Do not mark this lesson complete because you read it. Mark it complete only when you can show the evidence below. Keep the files in a dated folder so your learning history survives platform updates, memory gaps, and sales pressure.

  • A one-page note explaining mql5 file sandbox and the common-folder copier lab without sales language or copied definitions.
  • A screenshot, export, calculation, log, or code file that proves the practical work was completed on demo.
  • A written stop rule that says when this topic must not be used with real money.
  • A documented event schema with examples of accepted and rejected events.
  • A receiver risk table showing how copied size changes across follower account balances.

Assessment rubric

LevelWhat it looks like
Not readyYou can repeat the vocabulary but cannot complete the demo task, calculate the risk, explain the failure mode, or show evidence.
Course passYou can complete the practical task on demo, explain the decision rules, show evidence, and name the conditions where the idea must not be used.
Strong passYou can teach the concept to someone else, find edge cases, document a rejected example, and improve the template without weakening risk controls.

Advanced homework

  • Create five bad provider events and prove your receiver design rejects each one.
  • Write a symbol mapping table for two brokers with suffix differences.
  • Design an observe-only mode that logs decisions without trading.

Practical drill

Do this lesson as a controlled exercise, not as a reason to trade live. Open a demo account or notebook, write the lesson title, and record what you changed, clicked, calculated, or checked. If the lesson includes code, compile it only in a demo environment and keep the original version unchanged so you can compare edits safely.

  • Write a one-paragraph explanation of mql5 file sandbox and the common-folder copier lab in your own words.
  • Take one screenshot or note that proves you completed the platform, maths, research, or code task.
  • Record one risk rule that would stop you from using this idea with real money.
  • If anything feels unclear, repeat the lesson before moving to the next module.

How scammers misuse this topic

Scammers often take real concepts and wrap them in urgency. They may use platform jargon, bot screenshots, copied profit charts, or official-sounding language to make a paid offer feel safe. A real concept is not the same as a safe offer.
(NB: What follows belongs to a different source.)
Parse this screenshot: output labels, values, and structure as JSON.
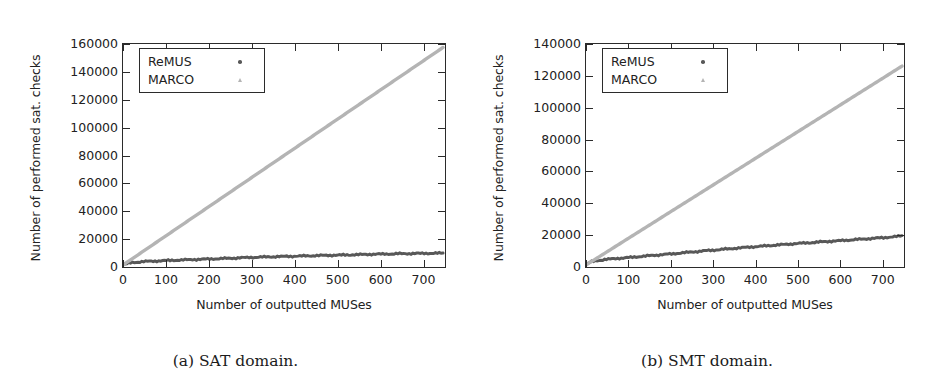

Before paying anyone, ask whether you can verify the provider, reproduce the calculation, test the claim on demo, understand the risk, and walk away without pressure.

Checkpoint before continuing

  • You can explain why the file sandbox exists.
  • Your copier design has an observe-only mode.
  • Your receiver validates events before placing any demo order.

Official references

These lessons are written as free education. When platform features or rules matter, verify against the official source before using real money.

Risk note: leveraged forex and contracts for difference can lose money quickly. EarnSouthAfrica is an educational publisher, not a broker, adviser, signal provider, or money manager.

Keep exploring

Read the latest guides, take the side-hustle quiz, or contact the editorial desk if you spot a correction.